ReplyDeleteNot a "pounce," nor a "crash landing," but five more years of very slow growth, I say.
ReplyDeleteLet's hope that Scott Grannis, with his gloomy weather photos, has called the bottom (like BusinessWeek in 1979).
ReplyDeleteNice rally today, deals a-happening, credit is cheap, and the WSJ says stocks are trading at 10 times earnings.
Sure, we have federalk problem, but don't forget, the US private labor force is almost entirely de-unionized, the minimum wage is down 30 percent from 1960s levels (adjusted for inflation), and the finance, transportation and telecom industries are largely deregged compared to the 1970s.
Top tax rate has fallen from 90 percent to 34 percent in same time frame.
You would think it is worse than ever, and our monetary policy is nearly suffocating us. But on many levels, things are better than ever.
Mr Grannis,
ReplyDeleteThough you live at the beach, it is quite clear that you do not surf.
This fact aside, of all people, if anyone knows it is you. One cannot get perfect surf without a bit of stormy weather.
For those who do not surf, you cannot get good weather without bad weather first.
Roller: excellent observation. In all the years I have watched the surf it has never occurred to me to use that analogy. I would add that the biggest surf comes from storms in the vicinity of New Zealand, as Calafia beach faces southwest. The storm sending ugly waves to the US financial market is coming all the way from Europe. Big things happening overseas.
ReplyDeleteCalculatedRisk Blog
ReplyDelete"Industrial production advanced 0.9 percent in July. The capacity utilization rate for total industry climbed to 77.5 percent, a rate 2.2 percentage points above the rate from a year earlier but 2.9 percentage points below its long-run (1972--2010) average."
http://www.calculatedriskblog.com/
Perry Says Fed Spending Before Election Almost ’Treasonous’
ReplyDeleteAugust 16, 2011, 10:49 AM EDT
MORE FROM BUSINESSWEEK
By John McCormick
Aug. 16 (Bloomberg) -- Texas Governor Rick Perry, finishing his first full day of campaigning for the U.S. Republican presidential nomination in Iowa, said it would be “almost treacherous -- or treasonous” for Federal Reserve Chairman Ben S. Bernanke to increase stimulus spending before the 2012 election.
“If this guy prints more money between now and the election, I don’t know what you would do with him,” Perry said at a backyard appearance in Cedar Rapids, Iowa. “We would treat him pretty ugly down in Texas. Printing more money to play politics at this particular time in American history is almost treacherous -- or treasonous in my opinion.”

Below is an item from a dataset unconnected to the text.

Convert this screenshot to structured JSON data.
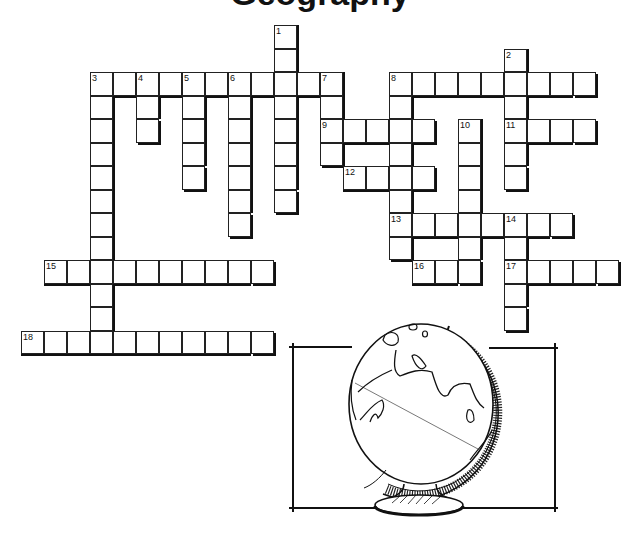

Of course, printing money after the election, with the GOP in charge presumably--now that would not be treasonous.
Treason is now defined as what is against the interests of the GOP.
Oh, please Benjamin. Could we leave quoting politicians to some other blog? There will be glut of political remarks between now and the 2012 elections. I hope not to have to wade through them on this Blog. Geeez!
ReplyDeleteIt's astonishing when a guy like Perry spreaks the 'unvarished truth'about real concerns. Debt undermines EVERYTHING! It seems like everyone has bought into the Keynes fairy tale hook line and sinker. What good has all this spending brought other than short term satisfaction and long term misery with loads of 'unpayable' debt? Did $1 of all that QE I & II charade do any good at all other than fatten bankers balance sheets? We are on the precipise of epic upheaval and all I hear is that it would be 'irresponsible' NOT to borrow more good money and throw it after bad! What a spoiled and dilusional generation. When the final wipeout arrives it will make '29 look like a walk in the park!